## EXERCISE INSTRUCTIONS:
Provide the entries once more, identical in every word.

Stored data

*** Begin section ***

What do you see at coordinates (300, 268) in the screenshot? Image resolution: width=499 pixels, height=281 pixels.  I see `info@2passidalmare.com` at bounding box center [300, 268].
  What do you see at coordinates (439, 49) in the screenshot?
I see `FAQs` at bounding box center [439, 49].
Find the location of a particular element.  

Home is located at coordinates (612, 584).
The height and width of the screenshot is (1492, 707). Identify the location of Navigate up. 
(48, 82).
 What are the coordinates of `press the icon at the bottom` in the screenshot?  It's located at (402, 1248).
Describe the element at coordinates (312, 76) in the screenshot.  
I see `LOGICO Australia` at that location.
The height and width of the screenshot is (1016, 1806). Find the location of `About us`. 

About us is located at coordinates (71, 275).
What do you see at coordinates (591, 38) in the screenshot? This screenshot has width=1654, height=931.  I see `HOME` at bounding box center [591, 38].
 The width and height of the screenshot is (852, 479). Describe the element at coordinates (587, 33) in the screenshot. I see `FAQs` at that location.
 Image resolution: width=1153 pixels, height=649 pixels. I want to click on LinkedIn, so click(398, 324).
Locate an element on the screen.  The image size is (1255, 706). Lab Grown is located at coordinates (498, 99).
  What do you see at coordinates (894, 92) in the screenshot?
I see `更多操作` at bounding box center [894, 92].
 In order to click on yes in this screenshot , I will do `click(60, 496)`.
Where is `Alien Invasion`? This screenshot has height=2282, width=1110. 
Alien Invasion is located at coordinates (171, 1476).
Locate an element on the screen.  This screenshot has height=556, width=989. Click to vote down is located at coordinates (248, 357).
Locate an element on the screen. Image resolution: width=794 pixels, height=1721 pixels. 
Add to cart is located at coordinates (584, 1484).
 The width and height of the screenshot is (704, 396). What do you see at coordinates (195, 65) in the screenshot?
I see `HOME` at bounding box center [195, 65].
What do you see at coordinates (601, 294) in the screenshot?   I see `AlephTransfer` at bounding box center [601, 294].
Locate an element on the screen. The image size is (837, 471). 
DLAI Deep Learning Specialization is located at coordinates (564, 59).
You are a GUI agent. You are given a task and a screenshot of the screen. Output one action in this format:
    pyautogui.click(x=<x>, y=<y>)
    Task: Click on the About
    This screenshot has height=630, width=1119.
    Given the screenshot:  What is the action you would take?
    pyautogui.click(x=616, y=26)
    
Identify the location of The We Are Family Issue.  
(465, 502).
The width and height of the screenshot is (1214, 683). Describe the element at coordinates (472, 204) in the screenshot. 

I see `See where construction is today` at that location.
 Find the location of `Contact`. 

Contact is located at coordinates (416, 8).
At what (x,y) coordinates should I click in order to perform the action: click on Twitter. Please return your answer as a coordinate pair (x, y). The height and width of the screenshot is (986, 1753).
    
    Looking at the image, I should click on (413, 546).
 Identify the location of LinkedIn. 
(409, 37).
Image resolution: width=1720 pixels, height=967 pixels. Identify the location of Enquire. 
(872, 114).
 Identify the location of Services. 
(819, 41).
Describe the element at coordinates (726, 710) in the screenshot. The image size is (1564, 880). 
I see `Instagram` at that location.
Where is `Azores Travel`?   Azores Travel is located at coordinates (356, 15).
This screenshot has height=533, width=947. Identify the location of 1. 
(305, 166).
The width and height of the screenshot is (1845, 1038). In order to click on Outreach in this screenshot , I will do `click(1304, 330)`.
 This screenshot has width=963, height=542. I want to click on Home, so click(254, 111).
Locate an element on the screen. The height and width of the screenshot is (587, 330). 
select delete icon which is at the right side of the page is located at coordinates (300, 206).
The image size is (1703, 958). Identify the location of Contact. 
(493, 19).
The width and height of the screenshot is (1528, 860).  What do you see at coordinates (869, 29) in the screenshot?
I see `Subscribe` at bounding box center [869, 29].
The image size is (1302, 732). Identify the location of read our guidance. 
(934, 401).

*** End section ***

## EXERCISE OUTPUT:
What do you see at coordinates (300, 268) in the screenshot? Image resolution: width=499 pixels, height=281 pixels.  I see `info@2passidalmare.com` at bounding box center [300, 268].
  What do you see at coordinates (439, 49) in the screenshot?
I see `FAQs` at bounding box center [439, 49].
Find the location of a particular element.  

Home is located at coordinates (612, 584).
The height and width of the screenshot is (1492, 707). Identify the location of Navigate up. 
(48, 82).
 What are the coordinates of `press the icon at the bottom` in the screenshot?  It's located at (402, 1248).
Describe the element at coordinates (312, 76) in the screenshot.  
I see `LOGICO Australia` at that location.
The height and width of the screenshot is (1016, 1806). Find the location of `About us`. 

About us is located at coordinates (71, 275).
What do you see at coordinates (591, 38) in the screenshot? This screenshot has width=1654, height=931.  I see `HOME` at bounding box center [591, 38].
 The width and height of the screenshot is (852, 479). Describe the element at coordinates (587, 33) in the screenshot. I see `FAQs` at that location.
 Image resolution: width=1153 pixels, height=649 pixels. I want to click on LinkedIn, so click(398, 324).
Locate an element on the screen.  The image size is (1255, 706). Lab Grown is located at coordinates (498, 99).
  What do you see at coordinates (894, 92) in the screenshot?
I see `更多操作` at bounding box center [894, 92].
 In order to click on yes in this screenshot , I will do `click(60, 496)`.
Where is `Alien Invasion`? This screenshot has height=2282, width=1110. 
Alien Invasion is located at coordinates (171, 1476).
Locate an element on the screen.  This screenshot has height=556, width=989. Click to vote down is located at coordinates (248, 357).
Locate an element on the screen. Image resolution: width=794 pixels, height=1721 pixels. 
Add to cart is located at coordinates (584, 1484).
 The width and height of the screenshot is (704, 396). What do you see at coordinates (195, 65) in the screenshot?
I see `HOME` at bounding box center [195, 65].
What do you see at coordinates (601, 294) in the screenshot?   I see `AlephTransfer` at bounding box center [601, 294].
Locate an element on the screen. The image size is (837, 471). 
DLAI Deep Learning Specialization is located at coordinates (564, 59).
You are a GUI agent. You are given a task and a screenshot of the screen. Output one action in this format:
    pyautogui.click(x=<x>, y=<y>)
    Task: Click on the About
    This screenshot has height=630, width=1119.
    Given the screenshot:  What is the action you would take?
    pyautogui.click(x=616, y=26)
    
Identify the location of The We Are Family Issue.  
(465, 502).
The width and height of the screenshot is (1214, 683). Describe the element at coordinates (472, 204) in the screenshot. 

I see `See where construction is today` at that location.
 Find the location of `Contact`. 

Contact is located at coordinates (416, 8).
At what (x,y) coordinates should I click in order to perform the action: click on Twitter. Please return your answer as a coordinate pair (x, y). The height and width of the screenshot is (986, 1753).
    
    Looking at the image, I should click on (413, 546).
 Identify the location of LinkedIn. 
(409, 37).
Image resolution: width=1720 pixels, height=967 pixels. Identify the location of Enquire. 
(872, 114).
 Identify the location of Services. 
(819, 41).
Describe the element at coordinates (726, 710) in the screenshot. The image size is (1564, 880). 
I see `Instagram` at that location.
Where is `Azores Travel`?   Azores Travel is located at coordinates (356, 15).
This screenshot has height=533, width=947. Identify the location of 1. 
(305, 166).
The width and height of the screenshot is (1845, 1038). In order to click on Outreach in this screenshot , I will do `click(1304, 330)`.
 This screenshot has width=963, height=542. I want to click on Home, so click(254, 111).
Locate an element on the screen. The height and width of the screenshot is (587, 330). 
select delete icon which is at the right side of the page is located at coordinates (300, 206).
The image size is (1703, 958). Identify the location of Contact. 
(493, 19).
The width and height of the screenshot is (1528, 860).  What do you see at coordinates (869, 29) in the screenshot?
I see `Subscribe` at bounding box center [869, 29].
The image size is (1302, 732). Identify the location of read our guidance. 
(934, 401).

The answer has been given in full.